Neither approach is "correct" - they suit different people and situations. If you are new, returning, or carrying extra fat, recomposition lets you improve on both fronts without ever going through a deliberate fat-gain phase. If you are advanced and lean, dedicated bulk and cut cycles usually deliver faster results.

How long does body recomposition take?

Recomposition is a patience game. Because you are changing two things at once near maintenance calories, progress is slower than a focused bulk or cut. As a realistic guide:

  • Weeks 1–4: mostly neurological strength gains and small composition shifts; trust the process.
  • Months 1–3: first visible changes - slightly leaner waist, a bit more muscle definition.
  • Months 3–6: clear, photo-visible recomposition for beginners and returning lifters.
  • Months 6–12+: substantial transformation, after which progress naturally slows as you approach your potential.

The leaner and more advanced you become, the smaller the monthly gains. That is not failure - it is simply the law of diminishing returns as you near your genetic ceiling. At that stage, switching to dedicated bulk and cut phases often becomes the more productive path.

Frequently asked questions

Can you build muscle in a calorie deficit?

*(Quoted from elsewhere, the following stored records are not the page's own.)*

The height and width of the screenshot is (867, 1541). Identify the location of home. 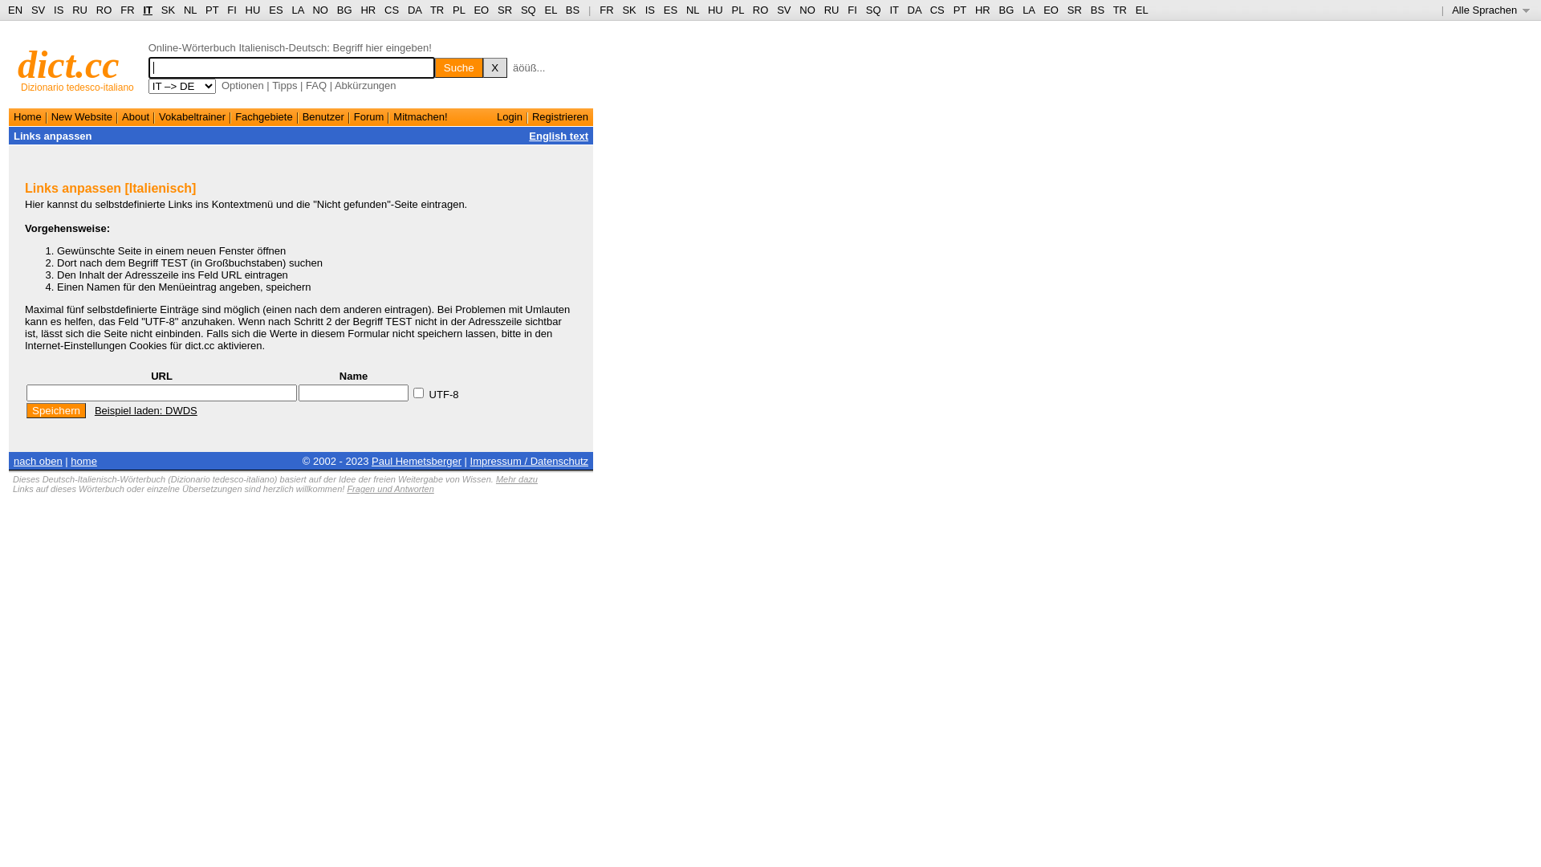
(83, 461).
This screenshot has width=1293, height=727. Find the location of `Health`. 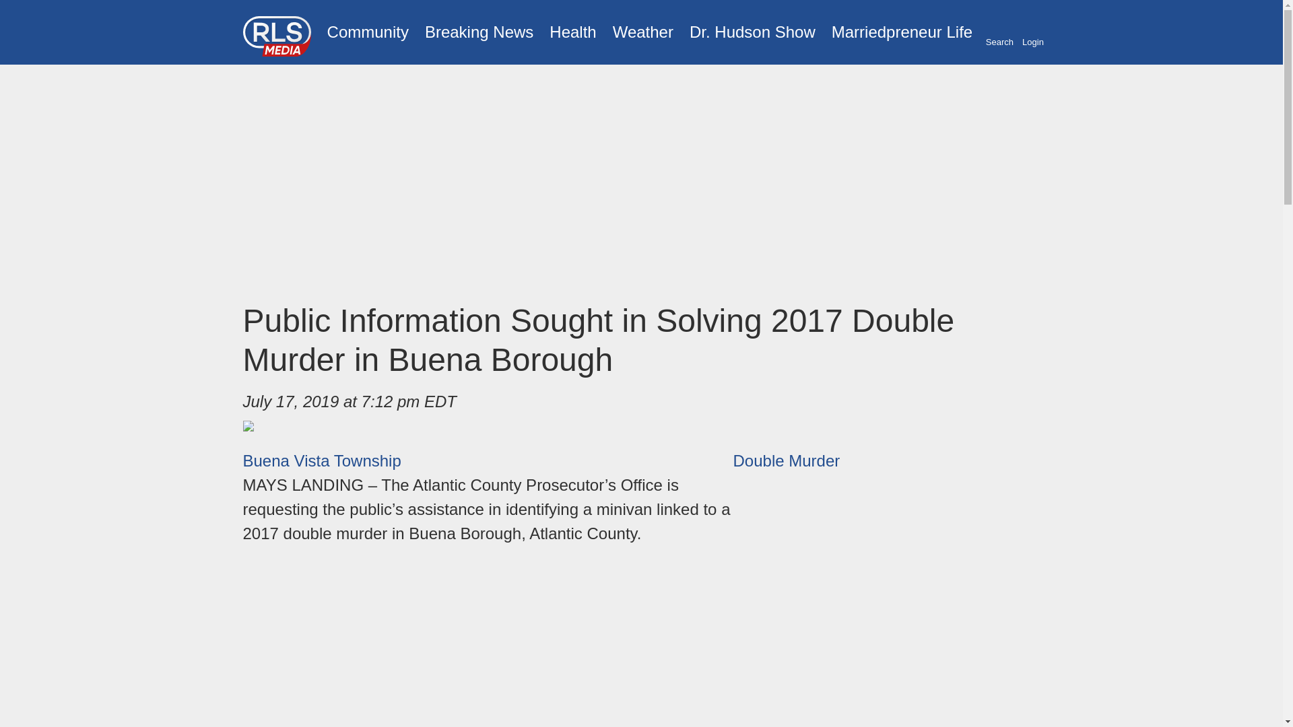

Health is located at coordinates (572, 32).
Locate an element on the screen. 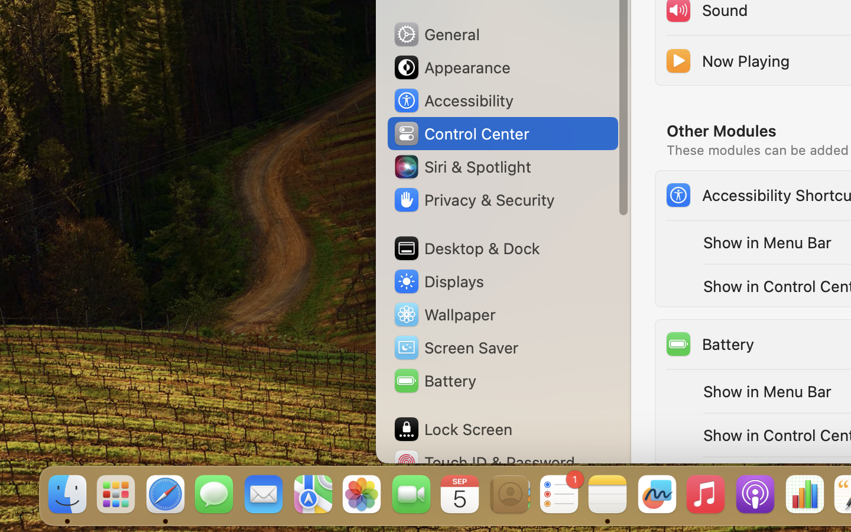  Lock Screen is located at coordinates (452, 429).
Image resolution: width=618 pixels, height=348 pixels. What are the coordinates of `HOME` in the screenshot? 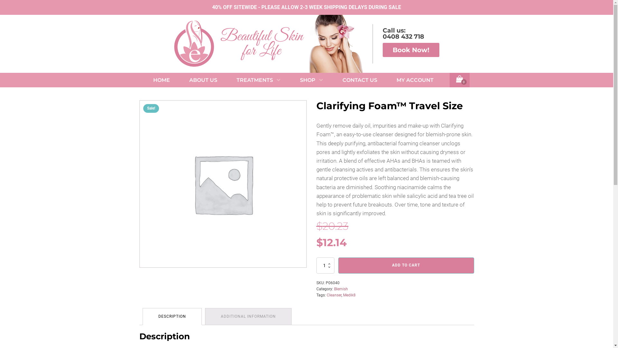 It's located at (162, 80).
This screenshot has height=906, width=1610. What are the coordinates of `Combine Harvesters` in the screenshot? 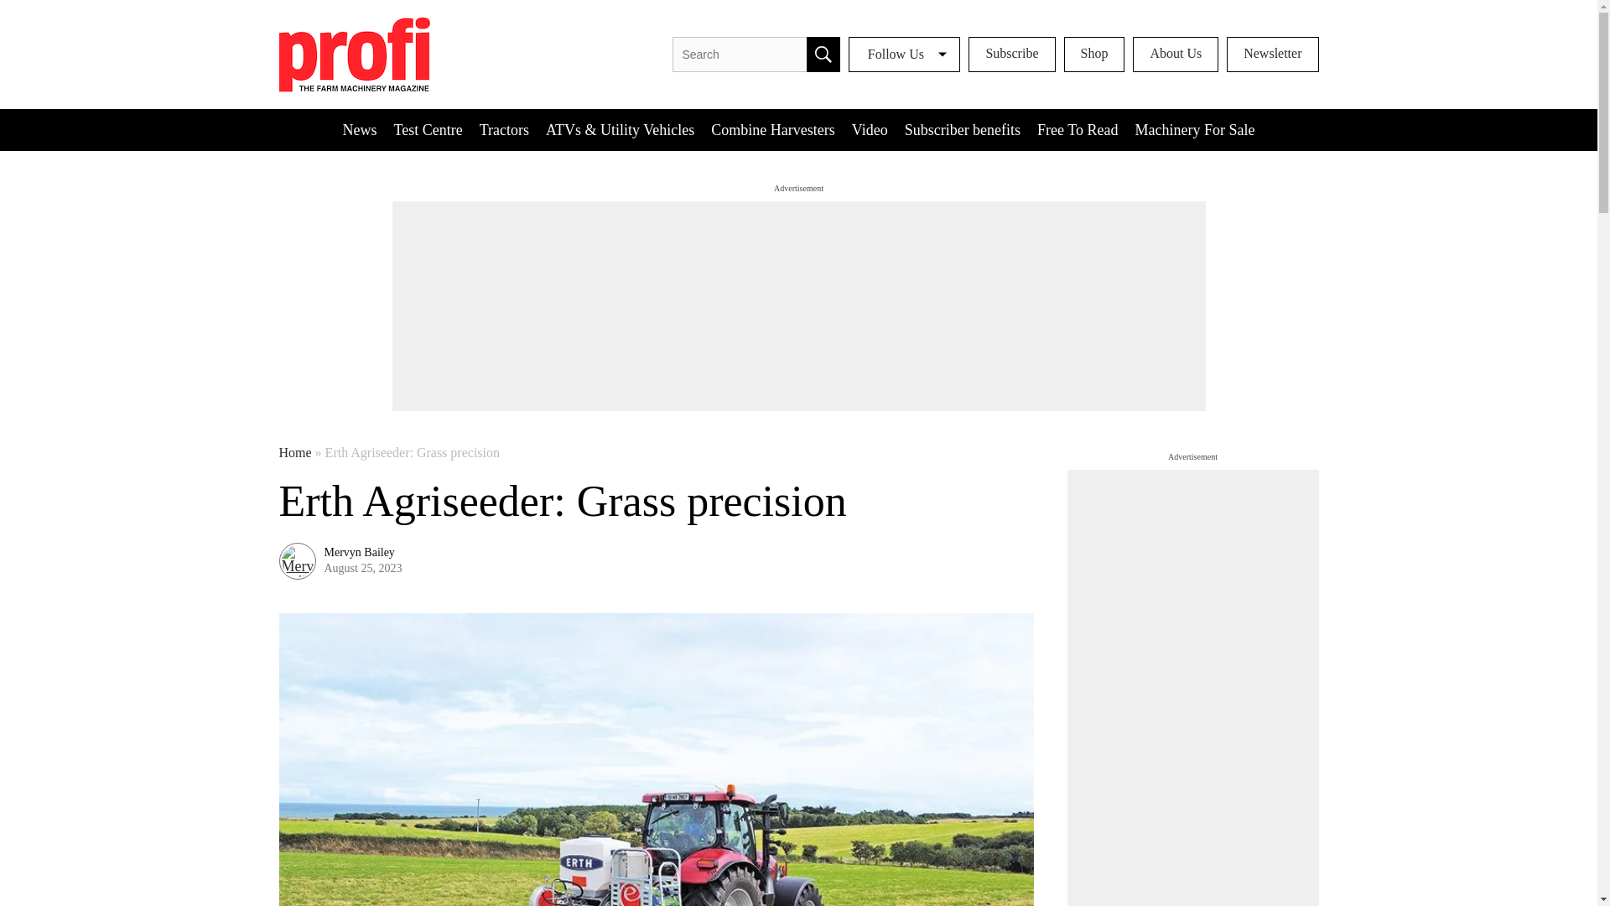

Yes, you can build muscle in a small calorie deficit, especially if you are a beginner, returning after a break, or carrying higher body fat. High protein of 1.6–2.2 g per kg and progressive resistance training let your body use stored fat for energy while building new muscle. Advanced lifters near their genetic ceiling find this much harder.

How long does body recomposition take?

Visible body recomposition usually takes 3–6 months, with clearer changes over 6–12 months. It is slower than a dedicated bulk or cut because you are changing two things at once. Progress is best judged by photos, measurements, and strength rather than scale weight.

Can advanced lifters do body recomposition?

Advanced lifters can recomp, but progress is slow and small. The closer you are to your genetic muscle ceiling, the harder it is to gain muscle and lose fat at once. Experienced lifters usually make faster progress with dedicated bulking and cutting phases instead.

Do you need to count calories for body recomposition?

You do not strictly need to count calories, but it helps you stay near maintenance or a small deficit. Many people succeed by tracking protein, eating mostly whole foods, training hard, and adjusting based on the mirror and the scale over time. Our Calorie Needs Calculator gives you a maintenance figure to anchor to.

Will the scale move during body recomposition?

Often the scale barely moves during recomposition because you lose fat and gain muscle at a similar rate. This is normal and not a sign of failure. Track body fat percentage, waist measurements, progress photos, and strength instead of relying on scale weight.

How much protein do you need for body recomposition?

Aim for about 1.6–2.2 g of protein per kg of body weight per day. For a 70 kg person that is roughly 112–154 g daily. Protein supports muscle growth and helps preserve lean tissue while you are near or slightly below maintenance calories.